Monday, August 24, 2009

All or nothing

In the youth group I grew up in, there was a lot of hand-wringing over that fact that so many teenagers grew up, went away to university, and 'lost their faith.'

Speaking as someone who's been through that, I'd like to point out that when we 'accepted Jesus into our hearts' as kids, we didn't just get Jesus. We were handed a whole huge set of cultural-ethical-religious-aesthetic-philosophic-doctrinal-'scientific' presuppositions. And each and every one was represented as somehow being 'God's Word,' and 'grounded in the inerrant Bible.' We were made to feel that you could not be a Christian without swallowing the whole thing. All the moral rules. All the theological/philosophic/'scientific'/etc. positions.

(Many of whom, frankly, are based on debatable interpretations of scripture. Look, almost every interpretation of scripture is debatable. It is just not possible to establish what 'God's word' says, definitively for all time).

The problem, then, is that if any part of that comes under attack — as it is almost bound to do in an environment like university — and we lose faith in that part, it's easy for it to become an 'all-or-nothing' thing. Because that's what we were taught! All or nothing.
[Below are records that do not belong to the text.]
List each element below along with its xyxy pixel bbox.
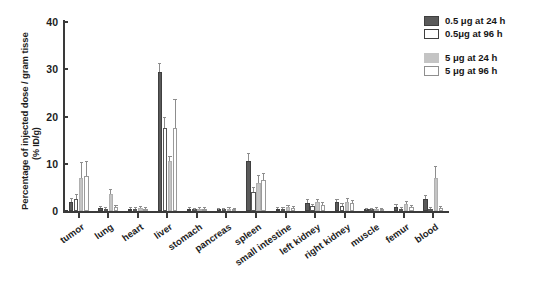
bar	[128, 209, 132, 211]
error-bar-cap	[252, 187, 255, 188]
error-bar-cap	[370, 208, 373, 209]
bar	[246, 161, 250, 211]
bar	[409, 207, 413, 211]
legend-item: 0.5 μg at 24 h	[424, 14, 556, 27]
error-bar	[430, 208, 431, 209]
bar	[256, 183, 260, 211]
bar	[114, 207, 118, 211]
error-bar-cap	[247, 153, 250, 154]
error-bar-cap	[114, 205, 117, 206]
error-bar-cap	[292, 206, 295, 207]
y-axis-title-units: (% ID/g)	[31, 127, 41, 160]
error-bar-cap	[139, 206, 142, 207]
error-bar-cap	[335, 199, 338, 200]
error-bar	[366, 209, 367, 210]
error-bar-cap	[311, 204, 314, 205]
error-bar-cap	[144, 207, 147, 208]
bar	[202, 209, 206, 211]
error-bar-cap	[321, 202, 324, 203]
bar-group	[128, 22, 148, 211]
bar-group	[305, 22, 325, 211]
error-bar	[376, 208, 377, 209]
bar-chart-figure: Percentage of injected dose / gram tisse…	[0, 0, 560, 285]
error-bar	[253, 188, 254, 192]
error-bar-cap	[394, 204, 397, 205]
bar	[350, 203, 354, 211]
bar	[423, 199, 427, 211]
legend-swatch-icon	[424, 29, 439, 39]
error-bar-cap	[405, 201, 408, 202]
bar	[227, 209, 231, 211]
error-bar	[175, 100, 176, 128]
error-bar	[322, 203, 323, 205]
error-bar	[76, 195, 77, 199]
x-tick-mark	[196, 213, 198, 218]
bar-group	[364, 22, 384, 211]
plot-area	[64, 22, 448, 211]
error-bar	[425, 196, 426, 199]
error-bar	[277, 208, 278, 209]
x-tick-mark	[78, 213, 80, 218]
error-bar-cap	[129, 207, 132, 208]
error-bar-cap	[281, 207, 284, 208]
error-bar	[145, 208, 146, 209]
chart-legend: 0.5 μg at 24 h0.5μg at 96 h5 μg at 24 h5…	[424, 14, 556, 88]
error-bar-cap	[306, 199, 309, 200]
error-bar-cap	[257, 175, 260, 176]
x-tick-mark	[403, 213, 405, 218]
error-bar	[440, 207, 441, 208]
error-bar	[199, 208, 200, 209]
bar	[143, 209, 147, 211]
error-bar	[435, 167, 436, 178]
error-bar-cap	[85, 161, 88, 162]
error-bar	[194, 209, 195, 210]
bar	[335, 202, 339, 211]
legend-item: 0.5μg at 96 h	[424, 27, 556, 40]
error-bar	[411, 206, 412, 207]
bar	[74, 199, 78, 211]
error-bar	[312, 205, 313, 206]
bar	[138, 208, 142, 211]
error-bar-cap	[233, 208, 236, 209]
error-bar	[110, 190, 111, 195]
bar-group	[217, 22, 237, 211]
bar-group	[246, 22, 266, 211]
error-bar	[229, 208, 230, 209]
x-tick-mark	[432, 213, 434, 218]
error-bar-cap	[80, 162, 83, 163]
error-bar-cap	[351, 200, 354, 201]
bar-group	[187, 22, 207, 211]
error-bar	[204, 208, 205, 209]
legend-group: 0.5 μg at 24 h0.5μg at 96 h	[424, 14, 556, 40]
x-tick-mark	[225, 213, 227, 218]
bar	[374, 209, 378, 211]
error-bar	[406, 202, 407, 204]
bar-group	[69, 22, 89, 211]
error-bar	[135, 208, 136, 209]
bar	[133, 209, 137, 211]
x-tick-mark	[373, 213, 375, 218]
y-tick-label: 40	[0, 16, 58, 28]
bar	[69, 202, 73, 211]
bar	[404, 204, 408, 211]
bar	[187, 209, 191, 211]
error-bar-cap	[75, 194, 78, 195]
error-bar	[307, 200, 308, 202]
bar	[340, 206, 344, 211]
bar	[98, 208, 102, 211]
error-bar-cap	[70, 198, 73, 199]
error-bar-cap	[380, 208, 383, 209]
error-bar-cap	[316, 199, 319, 200]
error-bar	[81, 163, 82, 178]
bar	[197, 209, 201, 211]
bar	[261, 180, 265, 211]
error-bar	[105, 208, 106, 209]
bar-group	[276, 22, 296, 211]
legend-label: 0.5μg at 96 h	[445, 28, 503, 39]
error-bar	[352, 201, 353, 203]
legend-swatch-icon	[424, 53, 439, 63]
bar	[291, 208, 295, 211]
error-bar-cap	[163, 117, 166, 118]
error-bar	[115, 206, 116, 207]
error-bar	[130, 208, 131, 209]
So because some of us can no longer buy creationism, or innerrancy, or the idea that Christianity is 'the only way,' (etc.)... or because we don't see the harm in having safe sex with people we love, or gay marriage, or drinking or swearing, (etc.)... there are so many individual things that can go wrong, so many things we could reject... we walk away from the faith altogether, usually ignorant of the fact that there are other ways of being Christian, other ways of loving God.

That's sad. It's not sad that we walked away from a very narrow, particular interpretation of Christianity, grounded in the very specific moment in history, and very specific political and cultural movement. It's sad that we thought that was the only option where we could still call ourselves followers of Christ.